If you are an American with a young daughter, she will grow up in a world without the right to choose when and where she gives birth, and in which nothing restrains a state from declaring her womb its property, with all the invasive authorities that implies.
That is the significance of the draft Supreme Court opinion leaked to Politico, which shows that the right-wing majority on the Court intends to discard Roe v. Wade and Planned Parenthood v. Casey, landmark precedents guaranteeing the constitutional right to abortion. . . . The draft likely reflects the direction of the final decision, even if the scope of that decision changes.
The draft, written by Justice Samuel Alito, is sweeping and radical. There is no need to dwell too long on its legal logic; there are no magic words that the authors of prior opinions might have used in their own decisions that could have preserved the right to an abortion in the face of a decisive right-wing majority on the Court. The opinion itself reads like a fancy press release from a particularly loyal member of the GOP Senate caucus. Alito’s writing reflects the current tone of right-wing discourse: grandiose and contemptuous, disingenuous and self-contradictory, with the necessary undertone of self-pity as justification.
Alito claims to be sweeping away one of the great unjust Supreme Court precedents, such as Dred Scott v. Sanford, which held that Black people had no rights white men were bound to respect, or Plessy v. Ferguson, which upheld racial segregation. But in truth, Alito is employing the logic of Plessy, allowing the states to violate the individual rights of their residents in any way their legislatures deem “reasonable,” as the opinion in Plessy put it.
In Plessy, Justice Henry Billings Brown held that Louisiana’s segregation law, as far as the Fourteenth Amendment was concerned, “reduces itself to the question whether the statute of Louisiana is a reasonable regulation, and, with respect to this, there must necessarily be a large discretion on the part of the legislature.” Alito has now applied this same logic to abortion—but not just abortion—arguing that in the future, courts should defer to state legislatures “even when the laws at issue concern matters of great social significance and moral substance.”
Aderson Francois, a law professor at Georgetown University, told me. “This draft does the same thing: It envisions a notion of federalism so weak, so toothless, so bereft of substance that the federal government has no legitimate role in protecting women from states imposing forced births upon them.”
The implications of this ruling are therefore tremendous. Notwithstanding the reality that being a woman does not mean being pro-abortion-rights, all over the world the right to decide when and whether to give birth is tied to the political, social, and economic rights of women as individuals. That right is likely to be severely curtailed or to vanish entirely in at least 26 states if this decision takes effect.
If the draft becomes the Court’s decision, however, it would have implications for more than just abortion. In the U.S., the rights of many marginalized groups are tied to the legal precedents established in the fight for abortion rights. This opinion, if adopted, provides a path to nullifying those rights one by one.
“The majority can believe that it’s only eviscerating a right to abortion in this draft,” Stephen Vladeck, a law professor at the University of Texas at Austin, told me, “but the means by which it does so would open the door to similar attacks on other unenumerated rights, both directly, by attacking the underpinnings of those doctrines, and indirectly, by setting a precedent for such an attack.”
Aside from rights specifically mentioned in the text of the Constitution, Alito argues, only those rights “deeply rooted in the nation’s history in tradition” deserve its protections. This is as arbitrary as it is lawless. Alito is saying there is no freedom from state coercion that conservatives cannot strip away if conservatives find that freedom personally distasteful. The rights of heterosexual married couples to obtain contraception, or of LGBTQ people to be free from discrimination, are obvious targets. But other rights that Americans now take for granted could easily be excluded by this capricious reasoning.
“In a series of cases beginning in the early 1920s, the Court carved out a protected space for family, marriage, and children that the government is constrained from regulating,” Kimberly Wehle wrote last December. “A rollback of Roe could split this sphere open if the conservative theory that implied rights are constitutionally invalid takes hold, and states begin passing draconian laws that creep into other areas of intimate personal life.”
[Y]ou can see the outlines of this new legal regime: On the grounds that it constitutes a form of religious discrimination, conservatives will be able to claim an exemption from any generally applicable rule they do not wish to follow, while imposing their own religious and ideological views on those who do not share them. Although the right-wing justices present this rule in the language of constitutionalism, they are simply imposing their ideological and cultural preferences on the rest of the country.
American life will now be guided by the arbitrary vicissitudes of conservative cultural identity, gleaned from Fox News, and by the justices’ inclination to shape their own views to conform to that identity. Aided by voting restrictions and partisan gerrymandering, the conservative movement will argue that its most coercive mandates have popular legitimacy, no matter how much of the country opposes them.
Be very, very afraid if you are gay, a member of a racial minority or do not adhere to Christofascist dogma.
1 comment:
In a republic, one function of the courts is to protect the minority from the tyranny of the majority. It is definitely not to impose the will of a minority on the majority. The majority of Americans are pro-choice.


▶ [EXERCISE GOAL]
From the first line to the last, write out the records exactly, leaving the pictures behind.

Phrase grounding data
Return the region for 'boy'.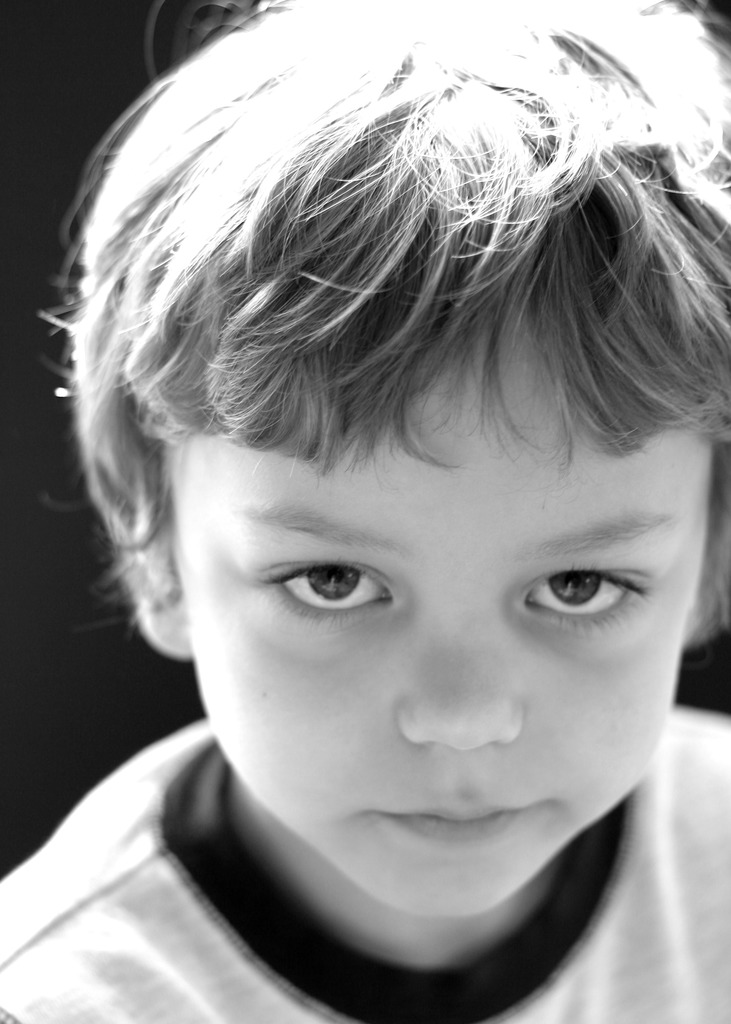
[x1=37, y1=38, x2=730, y2=1023].
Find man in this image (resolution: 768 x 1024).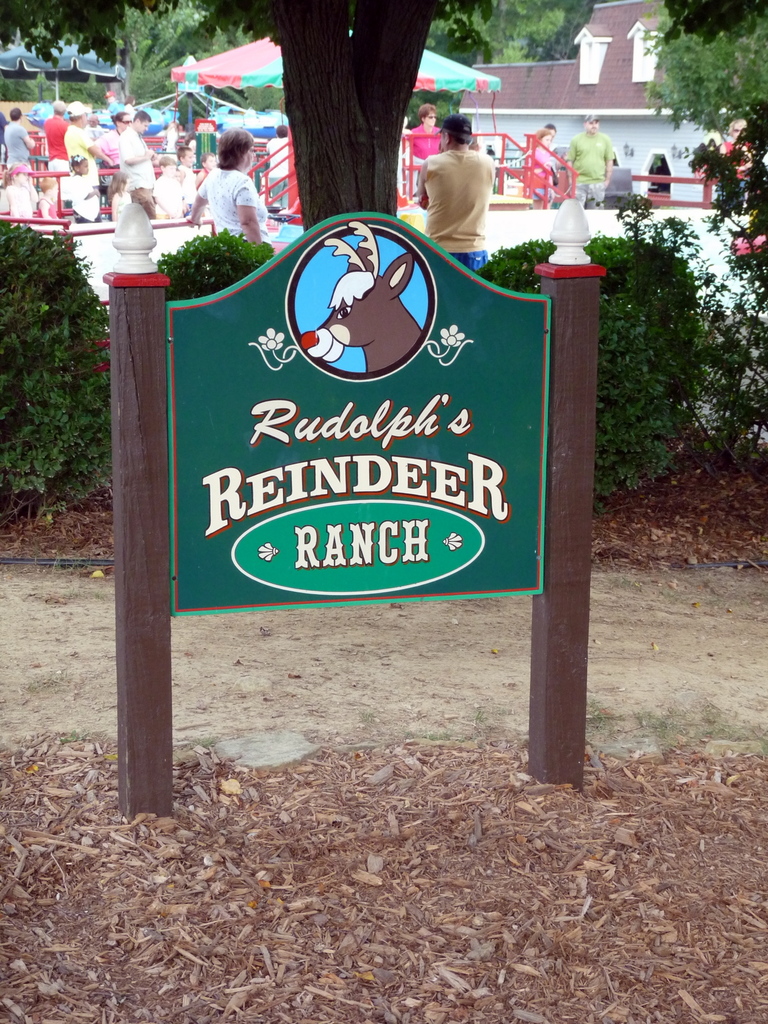
261, 125, 289, 216.
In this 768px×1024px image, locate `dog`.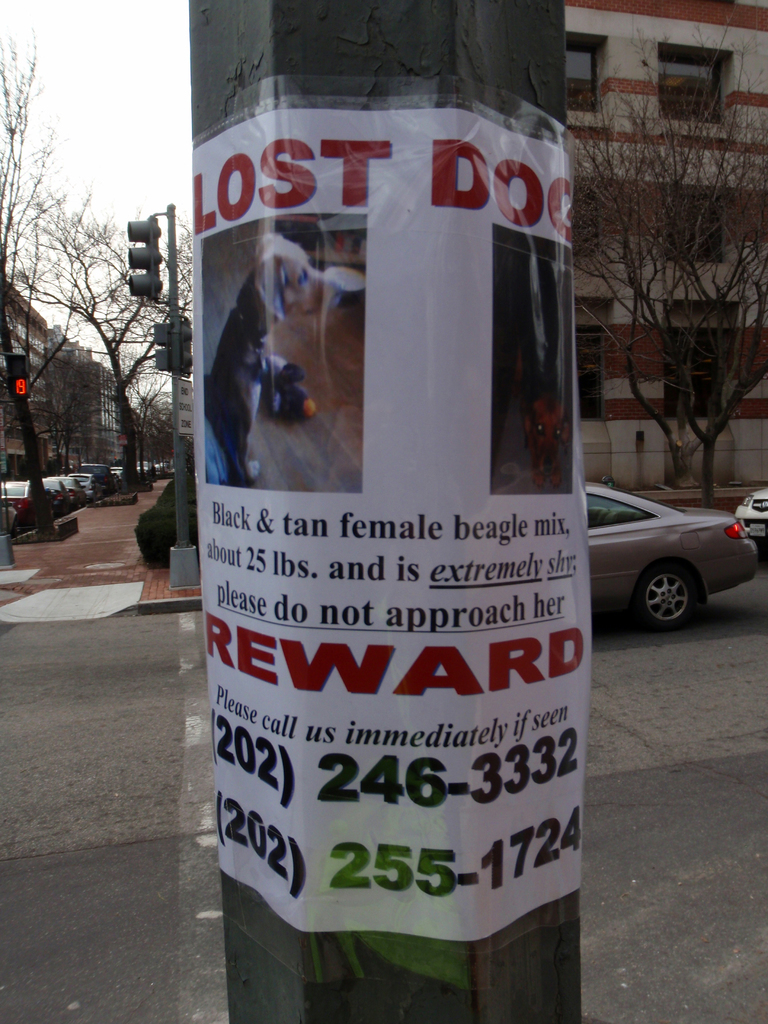
Bounding box: bbox=[196, 225, 327, 491].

▶ [TASK RESULT]
Return the region for 'boy'.
[x1=37, y1=38, x2=730, y2=1023].
Find man in this image (resolution: 768 x 1024).
261, 125, 289, 216.
In this 768px×1024px image, locate `dog`.
Bounding box: bbox=[196, 225, 327, 491].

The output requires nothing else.